Abstract

Objective Degree of carotid stenosis is an important predictor to assess risk of stroke. Systolic velocity-based methods for lumen diameter and stenosis measurement are subjective. Image-based methods face a challenge because of low gradients in media and intima walls. Methods This article presents AtheroEdge™ 2.0, a two-stage process for automated carotid lumen diameter measurement that combats the above challenges. Stage one uses spectral analysis based on the hypothesis that far-wall adventitia is brightest. Stage two uses lumen pixel region identification based on the assumption that blood flow has constant density. Using global and local processing, lumen boundaries are detected. This clinical system outputs lumen diameter along with stenosis severity index (SSI).
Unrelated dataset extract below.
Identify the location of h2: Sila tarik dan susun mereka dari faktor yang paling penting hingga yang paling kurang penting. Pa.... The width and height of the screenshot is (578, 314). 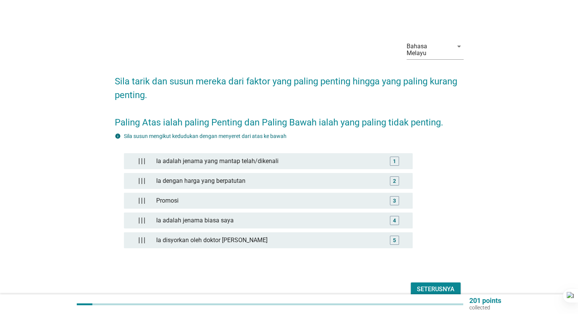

Results Our database consists of institutional review board–approved 202 patients (males/females: 155/47) left and right common carotid artery images (404 images, Toshiba scanner). Two trained neuro radiologists performed manual lumen border tracings using ImgTracer™ software. The coefficient of correlation between automated and two manual readings was 0.91 and 0.92. Dice similarity and Jaccard index were 95.82%, 95.72% and 92.10%, 91.92%, respectively. The mean diameter error between automated and two manual readings was 0.27 ± 0.26 and 0.26 ± 0.28 mm, respectively. Precision of merit was 98.05% and 99.03% with respect to two readings. SSI showed 97% accuracy. Conclusions The image-based automated carotid lumen diameter and stenosis measurement system is fast, accurate, and reliable.